Zarina, the Indian Artist Who Chronicled Her Peripatetic Lifestyle in Delicate Prints, Has Died at 83

The artist passed away after a long illness Saturday in London.

Zarina Hashmi. Photo: Ram Rahman. Courtesy of Luhring Augustine.

Zarina, an artist whose elegant works on paper ruminated on her elusive relationship to the concept of home, has died. 

The news was first reported by the Hindustan Times, which explained that the Indian-born artist passed away Saturday, April 25 in London after a “long illness.” She was 83.

Though Zarina largely lived in New York for the last four and half decades of her life, she didn’t consider the city her home. She likened her identity to that of a perpetual exile, saying once, “I do not feel at home anywhere, but the idea of home follows me wherever I go.”

This sense of deracination featured in much of her work, including her 1999 series of minimalist prints, “Home is a Foreign Place,” which was a highlight of the new permanent collection installation of the Museum of Modern Art’s contemporary art galleries last year.

Doris Salcedo, Widowed House IV (1994) and Zarina, Home is a Foreign Place (1999). Image: Ben Davis.

Zarina, Home is a Foreign Place (1999) to the right of Doris Salcedo’s
Widowed House IV
(1994). Photo: Ben Davis.

In 1947, Zarina and her family were among the several million Muslims displaced to Pakistan in the Partition of India. After that, she embraced a peripatetic lifestyle, living for stints in Bangkok, Delhi, Paris, Bonn, Los Angeles, and Tokyo, before moving to New York in 1975. Topographical silhouettes of five of these locations were featured in Zarina’s 2010 portfolio of woodblock prints on handmade Nepalese paper, “Cities I Called Home.” 

Long an admired figure in feminist art circles, Zarina garnered more universal appreciation over the last decade. In 2011, she was one of four artists chosen to represent India at the 54th Venice Biennale—the country’s first pavilion. A well-regarded retrospective of her work, “Zarina: Paper Like Skin,” opened at the Hammer Museum in Los Angeles a year later and travelled both to the Guggenheim Museum and the Art Institute of Chicago.

Another survey of the artist’s career, “Zarina: Atlas of Her World,” opened last fall at the Pulitzer Art Foundation in St. Louis in September 2019, closing just this February. The artist’s work is included in the collections of the San Francisco Museum of Modern Art, the Whitney Museum of American Art, the Solomon R. Guggenheim Museum, and the Metropolitan Museum of Art, among others. 

Zarina Hashmi, <em>Untitled</em> (2015). Courtesy of Gallery Espace.

Zarina Hashmi, Untitled (2015). Courtesy of Gallery Espace.

Zarina, whose full name was Zarina Hashmi but preferred to go only by her given name, was born in 1937 in Aligarh, India. At 21, she married a diplomat whose work moved the couple around the world. The artist was able to study printmaking in Paris with Stanley William Hayter at the famed art school Atelier 17, and in Tokyo with artist Toshi Yoshida.

She returned to India for six years starting in the late 1960s, then settled in New York in 1976 and decided to remain there after her husband died unexpectedly in 1977. Zarina quickly became part of New York’s feminist art community. She was a member of the Heresies collective of feminist artists and activists and edited the group’s short-lived but influential journal. 

A master printer, Zarina also worked in sculpture and poetry. Across each medium her output was marked by a sense of seriality, minimalist repetition, and an abstracted sense of place.

Zarina, <i>Cities I Called Home</i> (2010). Courtesy of Luhring Augustine.

Zarina, Cities I Called Home (2010). Courtesy of Luhring Augustine.

“Zarina’s was a quest of individuality,” curator Uma Nair told India’s Economic Times, “one that has grown out of her own meditative moorings, one that has refused to be bogged down by time and one that has found its own artistic integrity because of its silent intensity. Her life embodied that signature.”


# Aim of the exercise:
Quote all entries in full, exactly.

(Collected data)
+===+

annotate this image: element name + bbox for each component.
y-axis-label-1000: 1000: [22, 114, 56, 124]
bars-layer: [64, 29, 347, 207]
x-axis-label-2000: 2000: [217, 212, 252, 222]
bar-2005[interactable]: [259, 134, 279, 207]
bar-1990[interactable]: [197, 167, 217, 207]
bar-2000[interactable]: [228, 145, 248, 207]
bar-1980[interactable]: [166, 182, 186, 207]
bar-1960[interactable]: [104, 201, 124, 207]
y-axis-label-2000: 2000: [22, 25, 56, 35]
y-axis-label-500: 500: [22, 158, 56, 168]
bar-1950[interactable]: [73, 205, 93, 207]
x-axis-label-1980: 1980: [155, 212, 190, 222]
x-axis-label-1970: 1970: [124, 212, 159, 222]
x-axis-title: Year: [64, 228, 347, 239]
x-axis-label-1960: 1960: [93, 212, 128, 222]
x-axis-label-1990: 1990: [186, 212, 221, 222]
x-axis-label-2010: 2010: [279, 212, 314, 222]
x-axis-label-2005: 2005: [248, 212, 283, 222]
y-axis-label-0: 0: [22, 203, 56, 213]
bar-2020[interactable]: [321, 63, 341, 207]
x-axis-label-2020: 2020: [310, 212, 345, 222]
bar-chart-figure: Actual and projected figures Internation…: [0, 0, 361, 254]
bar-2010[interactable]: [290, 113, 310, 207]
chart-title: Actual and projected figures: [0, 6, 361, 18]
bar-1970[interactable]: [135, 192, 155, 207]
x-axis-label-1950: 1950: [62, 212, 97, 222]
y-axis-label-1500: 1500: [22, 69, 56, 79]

+===+

# Exercise result:
annotate this image: element name + bbox for each component.
y-axis-label-1000: 1000: [22, 114, 56, 124]
bars-layer: [64, 29, 347, 207]
x-axis-label-2000: 2000: [217, 212, 252, 222]
bar-2005[interactable]: [259, 134, 279, 207]
bar-1990[interactable]: [197, 167, 217, 207]
bar-2000[interactable]: [228, 145, 248, 207]
bar-1980[interactable]: [166, 182, 186, 207]
bar-1960[interactable]: [104, 201, 124, 207]
y-axis-label-2000: 2000: [22, 25, 56, 35]
y-axis-label-500: 500: [22, 158, 56, 168]
bar-1950[interactable]: [73, 205, 93, 207]
x-axis-label-1980: 1980: [155, 212, 190, 222]
x-axis-label-1970: 1970: [124, 212, 159, 222]
x-axis-title: Year: [64, 228, 347, 239]
x-axis-label-1960: 1960: [93, 212, 128, 222]
x-axis-label-1990: 1990: [186, 212, 221, 222]
x-axis-label-2010: 2010: [279, 212, 314, 222]
x-axis-label-2005: 2005: [248, 212, 283, 222]
y-axis-label-0: 0: [22, 203, 56, 213]
bar-2020[interactable]: [321, 63, 341, 207]
x-axis-label-2020: 2020: [310, 212, 345, 222]
bar-chart-figure: Actual and projected figures Internation…: [0, 0, 361, 254]
bar-2010[interactable]: [290, 113, 310, 207]
chart-title: Actual and projected figures: [0, 6, 361, 18]
bar-1970[interactable]: [135, 192, 155, 207]
x-axis-label-1950: 1950: [62, 212, 97, 222]
y-axis-label-1500: 1500: [22, 69, 56, 79]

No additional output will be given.